In one of the few chapters not focused on prose narrative, Carol Loranger examines naturalist tendencies in Robert Frost’s poetry, specifically his North of Boston collection, much of which is told through constructed narrating personae. For all her efforts, such an attempt to broaden naturalism as a literary mode cannot help but come across as slightly tendentious. The chapter nevertheless raises the interesting question of the purpose of so far extending naturalism as a critical idiom; what, in other words, is to be gained by such moves towards universality? The danger, as this chapter unfortunately illustrates, is that definitions of naturalism, already a remarkably broad, expansive—even at time omnivorous—form, become so diluted as to empty them of meaning. As suggested previously, naturalism in more recognisable forms has resurged to such an extent that it is arguably redundant to broaden its purview to more questionable literary forms and practitioners.

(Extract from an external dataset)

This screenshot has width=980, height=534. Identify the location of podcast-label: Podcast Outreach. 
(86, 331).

The following chapter, by Cara Erdheim Kilgallen, returns to more obviously canonical naturalist ground, through a discussion of imagery of food and hunger in the work of Richard Wright. In terms of revisionism, this is a particularly interesting chapter, since it enhances and enlarges our reading of Wright’s naturalist texts with only minimal recourse to existing naturalist theory or indeed to the wider naturalist canon. This may be regarded as a strength, however, since this exploration of Wright’s work through “culinary culture” both provides the means to investigate the work of other naturalist writers and fulfils Kilgallen’s stated aim of “rethink[ing] naturalism in terms of race, gender, the body, ethnicity, and class” (169). Indeed, Kilgallen’s argument also leads her to conclude, again usefully, that critics of naturalism should no longer “overlook those moments […] where the narrative protagonist asserts agency” (191).

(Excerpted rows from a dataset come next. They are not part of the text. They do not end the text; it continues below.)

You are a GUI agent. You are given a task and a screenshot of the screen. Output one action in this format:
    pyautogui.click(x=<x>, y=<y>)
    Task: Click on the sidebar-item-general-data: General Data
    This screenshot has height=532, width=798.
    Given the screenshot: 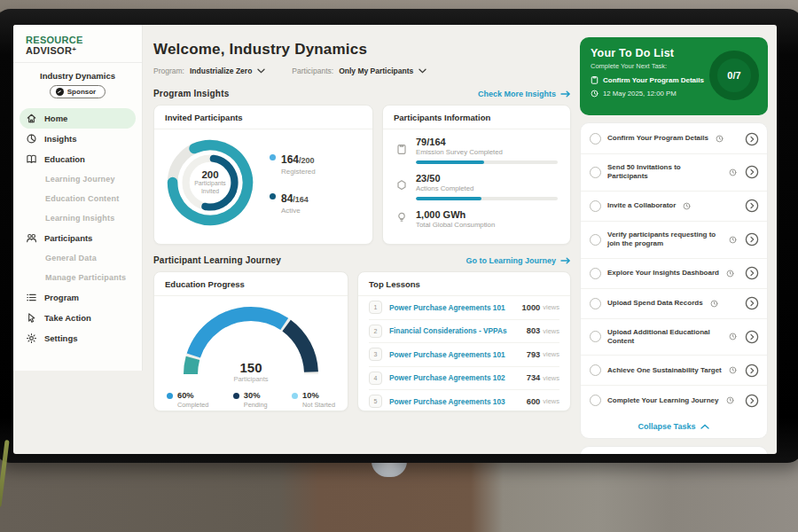 What is the action you would take?
    pyautogui.click(x=78, y=258)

The penultimate chapter in the collection, by Gerd Hurm, again switches medium, focusing on photographer and critic Edward Steichen’s important intervention in Depression Era photography. Although Steichen’s reputation has only recently begun a process of repair, after he was written off mid-twentieth-century as an old-fashioned conservative, Hurm shows how influential Steichen was in the reception of the work of other Depression Era photographers including Russell Lee and Dorothea Lange, whom he promoted through curated exhibitions and magazine features. Hurm’s chapter delivers a lively reading of Steichen’s work, considering it in the light of debates concerning photography and realism—not least Steichen’s own polemical interventions into such debates—and drawing attention to the explicitly political characteristics of the way in which Steichen presented the work of his fellow photographers.

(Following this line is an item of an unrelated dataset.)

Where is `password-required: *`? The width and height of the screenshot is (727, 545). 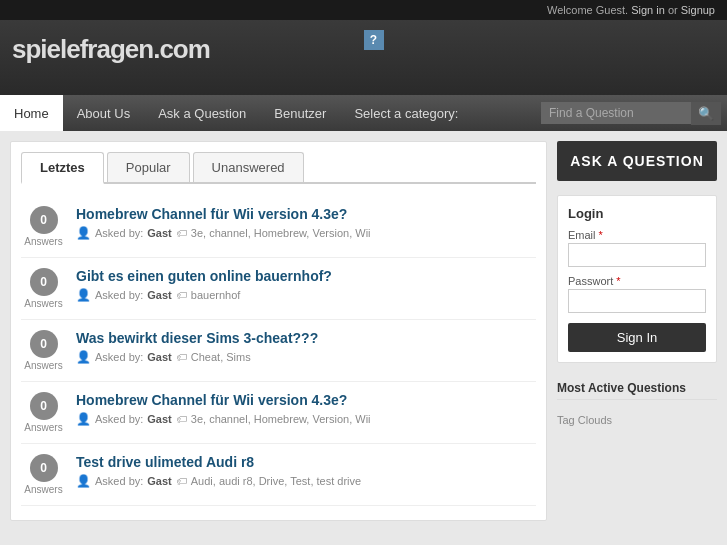
password-required: * is located at coordinates (618, 281).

The final chapter, by Keith Newlin, is a curious two-part beast. The first is a more or less empirical study of recent critical trends in realism and naturalism, conducted through a survey of recently published articles and monographs and of what evidence there is (namely Project Muse downloads) of their readership. The chapter then doglegs into a wonderfully entertaining and enlightening study of the unusual—to say the least—publishing history of Jack London’s Cruise of the Snark, a book about his abortive 1907-09 attempt to sail around the world. Employing an arguably foolhardy strategy to fund the trip and the building of the sailing vessel, London audaciously sold “exclusive” rights for publishing extracts of his writing about the voyage to a number of magazines, including Cosmopolitan and the Women’s Home Companion. Newlin beautifully documents the predictably chaotic outcome of this piece of chutzpah, shedding new light not only on London’s already compelling character but also on the effect of the vagaries of early twentieth-century publishing practices upon the emerging naturalist form. As such, the chapter brings to a satisfying conclusion a collection which, for the most part, ably fulfils some of the ambitious claims of providing revisionist readings of realist and, especially, naturalist works. If this collection does not widen the canon of realism and naturalism as much as certain other recent interventions—especially feminist critiques—it nevertheless represents a welcome contribution to debates in the field and will provide some valuable foundations for further study in the area.